An interceptor missile takes flight in pursuit of an ICBM during a test of the Ground-based Midcourse Defense (GMD) system.US Air Force
Trump signaled dissatisfaction with current capabilities and invoked Reagan when signing the order for a next-generation shield.
"President Ronald Reagan endeavored to build an effective defense against nuclear attacks, and while this program resulted in many technological advances, it was canceled before its goal could be realized," Trump said.
Trump's proposal calls for the development and deployment of space-based sensors and interceptors, options to defeat missile salvos before launch and disrupt missiles without destroying them, and underlayer and terminal defense systems.

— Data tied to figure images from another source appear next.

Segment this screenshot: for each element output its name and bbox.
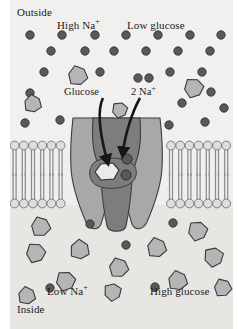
lipid-head-group — [185, 199, 194, 208]
diagram-canvas — [0, 0, 238, 329]
lipid-head-group — [194, 199, 203, 208]
label-two-sodium-charge: + — [152, 84, 156, 93]
lipid-head-group — [167, 199, 176, 208]
lipid-head-group — [176, 199, 185, 208]
lipid-head-group — [213, 199, 222, 208]
sodium-ion — [206, 47, 214, 55]
sodium-ion — [81, 47, 89, 55]
label-two-sodium-transported: 2 Na+ — [131, 86, 156, 97]
sodium-ion — [198, 68, 206, 76]
lipid-head-group — [194, 141, 203, 150]
label-high-sodium-text: High Na — [57, 19, 95, 31]
sodium-ion — [166, 68, 174, 76]
sodium-ion — [56, 116, 64, 124]
lipid-head-group — [10, 199, 19, 208]
sodium-ion — [174, 47, 182, 55]
label-low-sodium-text: Low Na — [47, 285, 83, 297]
lipid-head-group — [29, 199, 38, 208]
label-high-glucose: High glucose — [150, 285, 210, 297]
sodium-ion — [58, 31, 66, 39]
sodium-ion — [169, 219, 177, 227]
bound-sodium-ion-2 — [121, 170, 131, 180]
label-low-glucose: Low glucose — [127, 19, 185, 31]
sodium-ion — [134, 74, 142, 82]
lipid-head-group — [38, 199, 47, 208]
label-low-sodium: Low Na+ — [47, 285, 88, 297]
sodium-ion — [178, 99, 186, 107]
lipid-head-group — [185, 141, 194, 150]
sodium-ion — [110, 47, 118, 55]
sodium-ion — [217, 31, 225, 39]
sodium-ion — [145, 74, 153, 82]
lipid-head-group — [213, 141, 222, 150]
lipid-head-group — [19, 141, 28, 150]
sodium-ion — [186, 31, 194, 39]
sodium-ion — [142, 47, 150, 55]
lipid-head-group — [56, 141, 65, 150]
bound-sodium-ion-1 — [122, 154, 132, 164]
sodium-ion — [86, 220, 94, 228]
lipid-head-group — [19, 199, 28, 208]
lipid-head-group — [167, 141, 176, 150]
sodium-ion — [96, 68, 104, 76]
sodium-ion — [40, 68, 48, 76]
membrane-transport-diagram: Outside High Na+ Low glucose Glucose 2 N… — [0, 0, 238, 329]
lipid-head-group — [47, 141, 56, 150]
sodium-ion — [207, 88, 215, 96]
sodium-ion — [154, 31, 162, 39]
lipid-head-group — [203, 199, 212, 208]
sodium-ion — [165, 121, 173, 129]
sodium-glucose-cotransporter-protein — [71, 118, 163, 231]
sodium-ion — [91, 31, 99, 39]
label-glucose-transported: Glucose — [64, 86, 99, 97]
lipid-head-group — [10, 141, 19, 150]
lipid-head-group — [38, 141, 47, 150]
sodium-ion — [21, 119, 29, 127]
label-two-sodium-text: 2 Na — [131, 86, 152, 97]
lipid-head-group — [222, 141, 231, 150]
lipid-head-group — [176, 141, 185, 150]
label-high-sodium-charge: + — [95, 17, 100, 26]
sodium-ion — [122, 241, 130, 249]
lipid-head-group — [222, 199, 231, 208]
label-inside: Inside — [17, 303, 44, 315]
label-low-sodium-charge: + — [83, 283, 88, 292]
sodium-ion — [201, 118, 209, 126]
sodium-ion — [26, 31, 34, 39]
label-outside: Outside — [17, 6, 52, 18]
sodium-ion — [122, 31, 130, 39]
lipid-head-group — [203, 141, 212, 150]
label-high-sodium: High Na+ — [57, 19, 100, 31]
sodium-ion — [220, 104, 228, 112]
sodium-ion — [47, 47, 55, 55]
lipid-head-group — [56, 199, 65, 208]
lipid-head-group — [29, 141, 38, 150]
lipid-head-group — [47, 199, 56, 208]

The details are few for now, but the idea appears to rely heavily on space, left-of-launch, and directed-energy capabilities. The US is much further on these technologies today than it was in the 1980s.
A space-based interceptor is essentially an orbital missile launcher with the speed and range to strike an ICBM outside the atmosphere. Reagan's version was called the Brilliant Pebbles program.

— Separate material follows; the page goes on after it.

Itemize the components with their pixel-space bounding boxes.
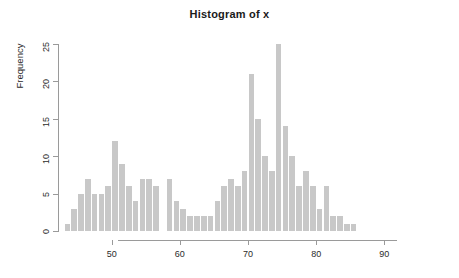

The move to boost defenses comes amid increased focus on the threats posed by near-peer challengers. China has rapidly expanded its nuclear arsenal in recent years.
"Ostensibly, the [executive order] is saying we need to be more attentive to Russia and China," Karako said, "and I would think that's the right answer." As for whether this plan will sufficiently address the challenges the US faces, he said we'll have to wait and see.
Reignited classic debates
The aim of the "Iron Dome for America" program is to shield the US from attack while preserving its second-strike capability, where the US preserves enough nuclear force after an attack to deter an enemy from striking in the first place. In that sense, the shield and traditional deterrence would theoretically work together.

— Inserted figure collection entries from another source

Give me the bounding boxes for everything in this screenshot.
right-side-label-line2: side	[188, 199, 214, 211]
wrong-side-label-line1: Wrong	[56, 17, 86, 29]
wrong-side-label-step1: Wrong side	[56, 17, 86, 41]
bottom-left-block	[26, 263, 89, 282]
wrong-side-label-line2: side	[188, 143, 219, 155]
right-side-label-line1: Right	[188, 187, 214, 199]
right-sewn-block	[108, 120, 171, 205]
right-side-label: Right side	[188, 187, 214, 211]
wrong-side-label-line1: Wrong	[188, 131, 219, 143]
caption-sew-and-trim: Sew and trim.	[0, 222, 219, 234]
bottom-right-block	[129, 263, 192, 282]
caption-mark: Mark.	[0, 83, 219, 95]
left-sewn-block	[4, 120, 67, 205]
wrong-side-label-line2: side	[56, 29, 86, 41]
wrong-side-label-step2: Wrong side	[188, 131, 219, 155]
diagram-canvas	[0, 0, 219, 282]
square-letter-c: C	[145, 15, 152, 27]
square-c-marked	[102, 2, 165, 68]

Hans Kristensen, a nuclear weapons expert with the Federation of American Scientists, called Trump's plan "SDI v2," characterizing the vision as "a mix of existing capabilities, emerging ones, and pipe dreams."
Ankit Panda, a nuclear policy expert at the Carnegie Endowment for International Peace, said that the goal of making the continental US invulnerable to missile attacks "remains a mirage and a path to endless spending and arms racing." He added that "cheaper launch costs and new interceptor tech won't change this."
An A-10 ground-attack aircraft flies over the Ohio-class ballistic missile submarine USS Nebraska.U.S. Navy photo by Mass Communication Specialist 2nd Class Gwendelyn Ohrazda/Released
This is why the US relies on diplomacy and deterrence to ensure security, he said. Arms control is a much cheaper route to safety, with rigorous verification processes in place. Trump recently said that he would like to see the mutual reduction and even elimination of nuclear weapons through negotiations.
Nuclear missile defense is exceptionally difficult and will likely remain so, even with a working missile shield. CSIS's Karako said that if Russia woke up and chose to lob 1,000 warheads at the US, the shield would be insufficient. But, he argued, stronger defenses raise the threshold for an attack, boosting deterrence against the possibility of a limited or coercive strike.
Other experts, such as Hudson Institute's Rebeccah Heinrichs and retired Gen. John Hyten, former vice chairman of the Joint Chiefs of Staff, have made similar points, suggesting that the US should "deploy additional missile defense capabilities" to "deter both Russia and China from considering such an attack, by increasing their uncertainty over whether it would succeed."
The arms control community holds the view that better shields only drive adversaries to build better spears. To that point, Russian President Vladimir Putin has repeatedly highlighted the ability of his newest weapons to evade existing missile-defense systems, suggesting that may have been a motivation. Others, however, argue that US rivals and foes will build the tools to challenge US power regardless of what defenses America fields.